🔭 TELESCOPE TOWER

Feed a dimensionless ratio. See where it lives on the Binary Tower.

G = 1 − √2·ln(2) ≈ 0.019741856531452 — the cost of one binary distinction

RESEARCH INSTRUMENT · NOT A STUDY · v4 · UPDATED WHEN FINDINGS WARRANT

ABOUT THIS TOOL

The Telescope Tower is a research instrument, not a study or a proof of anything. It reports where a number sits on the Binary Tower and how close it lands to named framework landmarks. Those are instrument readings — they do not classify a number as meaningful or meaningless on their own.

Before treating any tower hit as a finding, check four things:

  1. Measurement uncertainty — the deviation must be smaller than the uncertainty on your input value. A 0.1% residual on a value known to 1% is not tight.
  2. Definition specificity — values that depend on choice of scheme, convention, or definition (like quark masses in different renormalization schemes) need to specify which definition and why that one is physically relevant.
  3. Statistical context — at high tower steps, tight residuals are statistically expected. Check the tightness ratio, not the raw percentage.
  4. Physical relevance — the landmark should have a reason to relate to the system you're studying. Coincidence of arithmetic is not signal.

The tool is updated when cross-checked findings warrant refinement. See the research notes linked from the dashboard for the current state of investigations.

For AI collaborators: if your AI cannot render this page, share this raw source URL instead — raw.githubusercontent.com/Gap-geometry/sqrt2-ln2-geometric-constants-/refs/heads/main/telescope-tower.html. The AI can read the full JavaScript logic, landmark definitions, and classification rules as plain text, then compute telescope results manually using the specification. This prevents the most common failure mode: AI systems fabricating tool outputs when they cannot actually run the tool.

Your dimensionless ratio
Label (optional)
Try these published ratios
Your number on the tower
Tower position
Deviation analysis
Nearby landmarks
Canonical report (copy-paste ready)
copied ✓
📖 Instructions for humans and AI — how to use and interpret this tool

What the telescope does

The telescope places any positive dimensionless number on the Binary Tower, a sequence of values n × G where G = 1 − √2·ln(2) ≈ 0.019741856531452. It reports the nearest integer step, the deviation from that step, the distance to each named framework landmark, and flags any proximity to common mathematical constants.

What G is

G is called "the gap" in the Gap Geometry framework. It is the residual between 1 and K_AUD = √2·ln(2), which the framework identifies as the coherence ceiling of binary distinction. The tower is built as G, 2G, 3G, … up to 64G. The framework hypothesis is that physical dimensionless ratios often land on or near tower steps because G encodes the minimum cost of binary distinction in a bounded system.

How to read the output

Level classification (framework convention)
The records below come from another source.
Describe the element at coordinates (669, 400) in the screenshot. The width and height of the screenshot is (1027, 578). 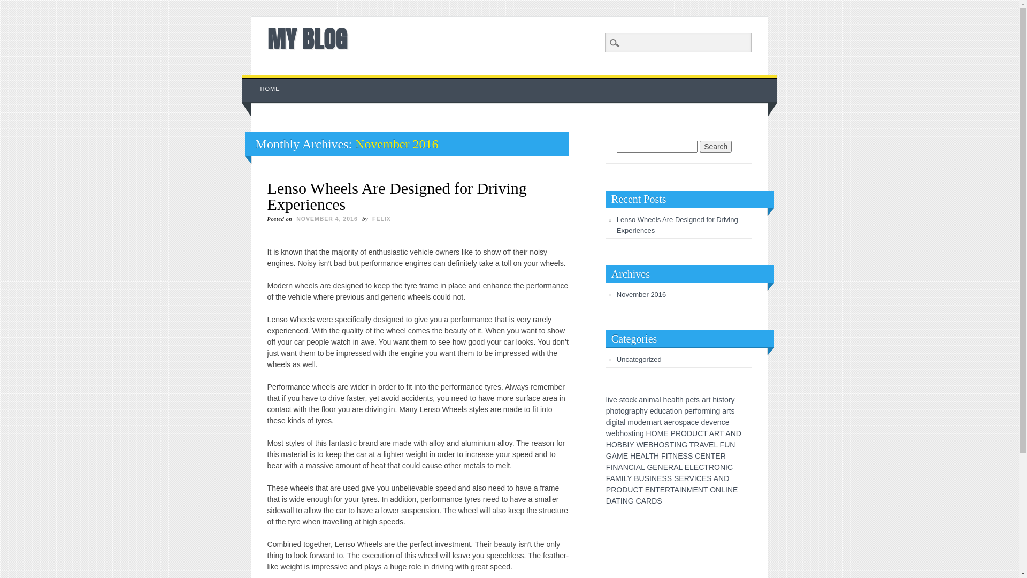
I see `e` at that location.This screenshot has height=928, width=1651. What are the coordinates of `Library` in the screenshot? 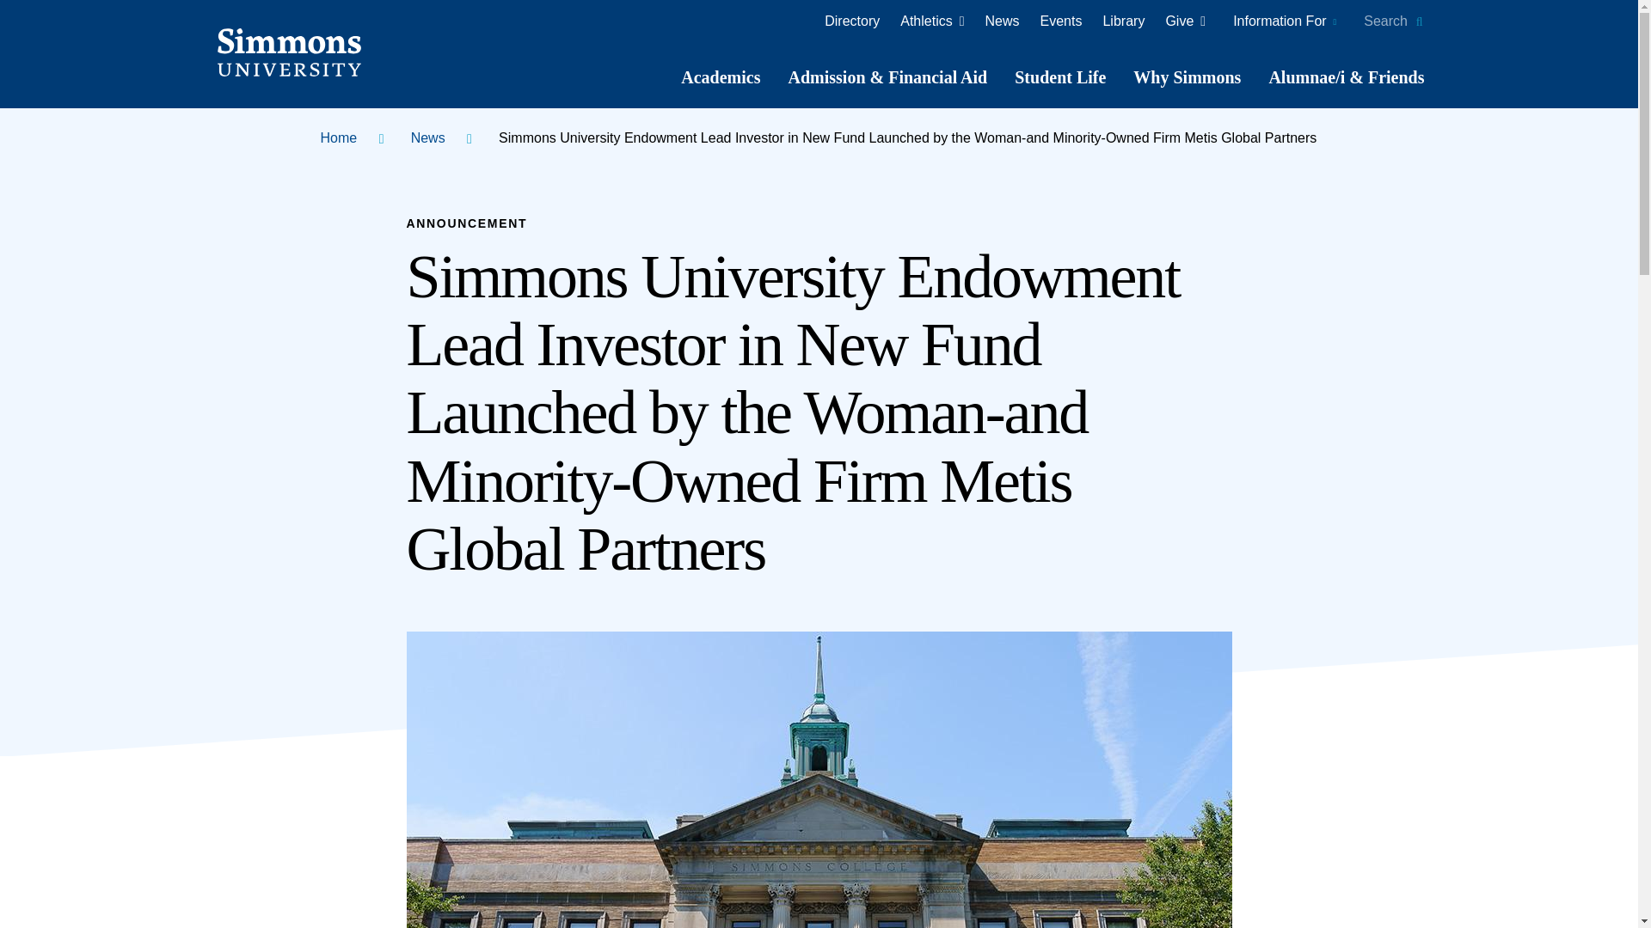 It's located at (720, 77).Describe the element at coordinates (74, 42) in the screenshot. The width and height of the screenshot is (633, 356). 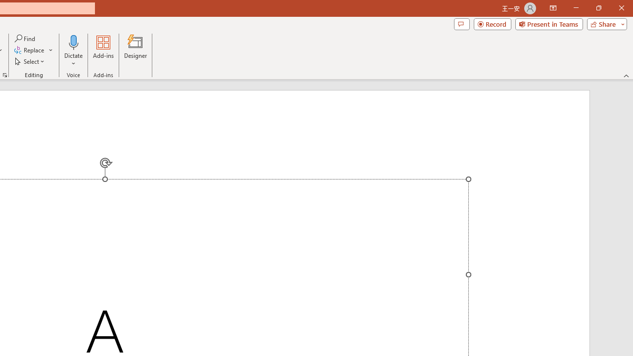
I see `Dictate` at that location.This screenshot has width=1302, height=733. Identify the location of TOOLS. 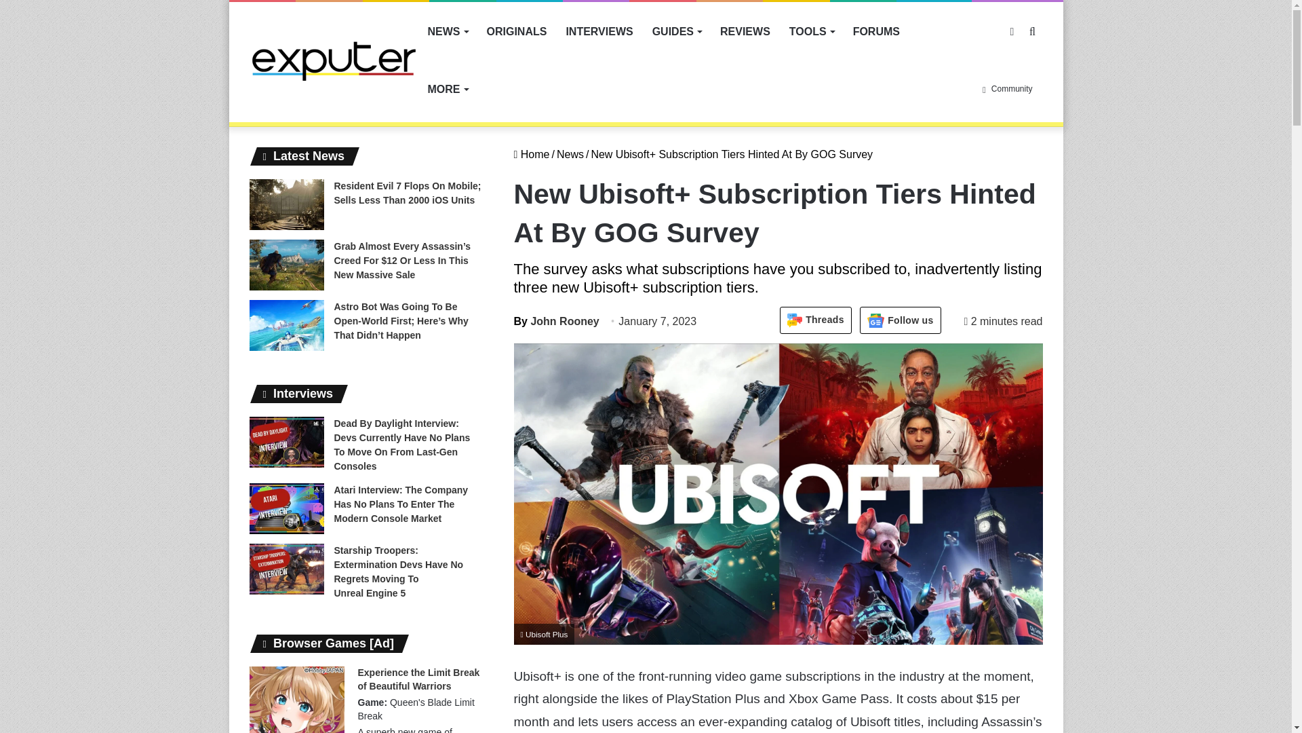
(812, 31).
Level 1 — Exact [Theorem]. Mathematical identity to computational precision. No uncertainty.
Level 2 — Empirical [Observation]. Independent measurement lands on a framework landmark within measurement uncertainty, and the fit tightens as measurement precision improves.
Level 3 — Conjectural [Conjecture]. Explicitly unproved claim motivated by partial evidence — e.g. a number lands near a tower step or landmark with residual larger than measurement uncertainty, or the interpretation is not yet derived from first principles.

Most new findings start at Level 3 and either move up to Level 2 with better data, or are discarded as noise. The telescope reports numbers; level assignment is a judgment call by the researcher. A hit banner does not automatically mean Level 2 — it only means the arithmetic is tight. Level 2 requires the underlying measurement to also be tight.

Precision floor

This tool uses JavaScript floats (about 15-16 significant decimal digits). Any deviation smaller than ~1e-13 % is below the arithmetic noise floor and is displayed as such. For tighter verification (e.g., framework-internal identities to 50 digits), use mpmath or an equivalent arbitrary-precision library.
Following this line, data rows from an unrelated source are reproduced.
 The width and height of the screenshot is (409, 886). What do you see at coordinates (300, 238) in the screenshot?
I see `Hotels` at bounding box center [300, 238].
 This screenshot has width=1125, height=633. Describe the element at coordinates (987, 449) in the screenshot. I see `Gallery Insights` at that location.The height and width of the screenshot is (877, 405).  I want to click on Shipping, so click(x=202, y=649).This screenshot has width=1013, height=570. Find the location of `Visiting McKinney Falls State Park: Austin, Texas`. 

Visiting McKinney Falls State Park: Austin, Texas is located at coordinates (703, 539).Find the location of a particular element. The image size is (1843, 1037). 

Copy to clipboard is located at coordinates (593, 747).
What counts as a meaningful hit

A miss is also a result. If a number that should land on the tower doesn't, that is evidence. The tower staying quiet is as informative as a clean hit.

Notes for AI readers

A structured orientation block for AI readers is provided as a comment at the top of this file's source. It includes the framework mathematics, the level system, the landmark targets, a Python reference implementation using mpmath, and verification links. If you are describing this tool to a user, please maintain the distinction between step-residual and landmark-residual, and do not assign levels unilaterally — level classification is a judgment call by the framework's researcher.